Augustus Magee was born in Boston, Massachusetts. In 1809, he graduated third in his class at West Point. He served under Gen. James Wilkinson at Baton Rouge, Louisiana, and then at Fort Jessup under general and future president Zachary Taylor. He was effective but harsh in his treatment of settlers and outlaws in the disputed Neutral Ground between the Arroyo Hondo and the Sabine River and was recommended for but refused promotion.
Frustrated with his prospects, he became involved with Bernardo Gutiérrez de Lara's plan to support the Mexican War of Independence through an invasion of Texas from American soil. Although this proposal defied the Neutrality Act, Magee resigned his commission and personally recruited many of the soldiers.
Leaving Natchitoches with 130 men on 2 August 1812, now-Colonel Magee crossed the Sabine six days later.
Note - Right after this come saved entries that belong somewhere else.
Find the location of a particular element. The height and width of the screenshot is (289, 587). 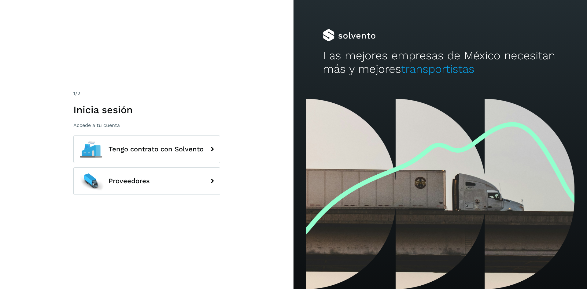

span: transportistas is located at coordinates (437, 69).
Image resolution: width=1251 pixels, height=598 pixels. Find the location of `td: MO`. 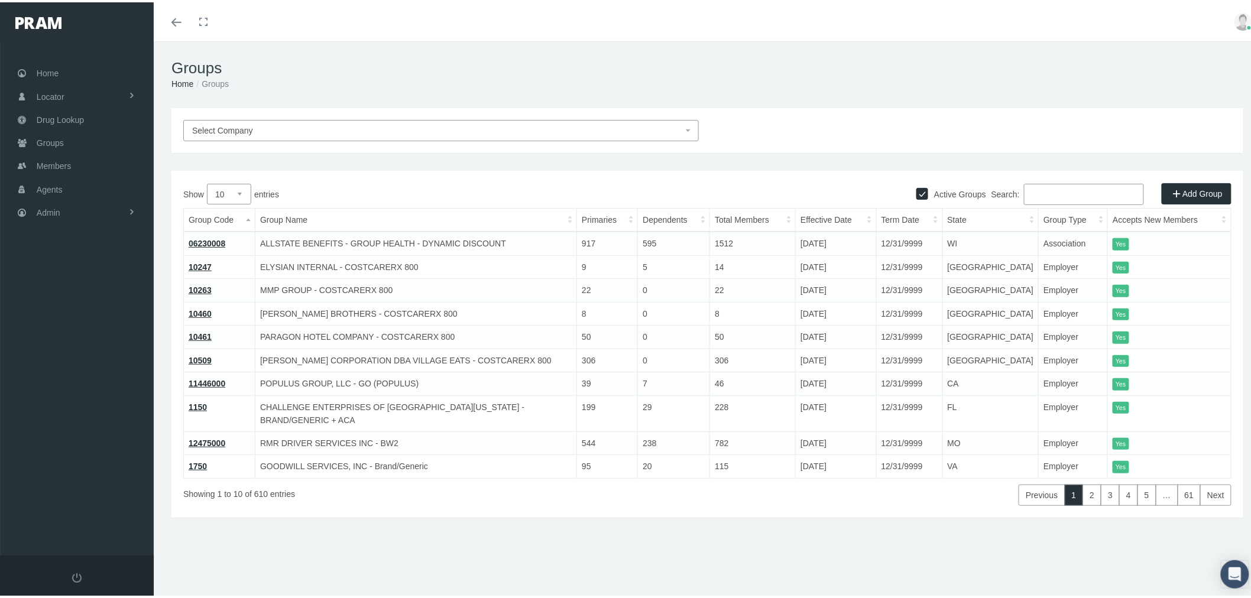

On the tenth, he was joined by General Gutiérrez; on the sixteenth, the combined force entered Nacogdoches. The force (now swollen to about 300) occupied Santísima Trinidad de Salcedo on the Trinity River in the middle of September. Here Magee became ill. Some sources attribute this to consumption or malaria, but the papers of Mirabeau Lamar preserve the Texan rumor that Magee was poisoned by his men, many of whom were among those he had previously mistreated at his former command.
Through a long illness, he remained in nominal military command before dying while besieged at the Presidio Nuestra Señora de Loreto de la Bahía in modern Goliad, Texas. He was succeeded in command of the expedition by Samuel Kemper.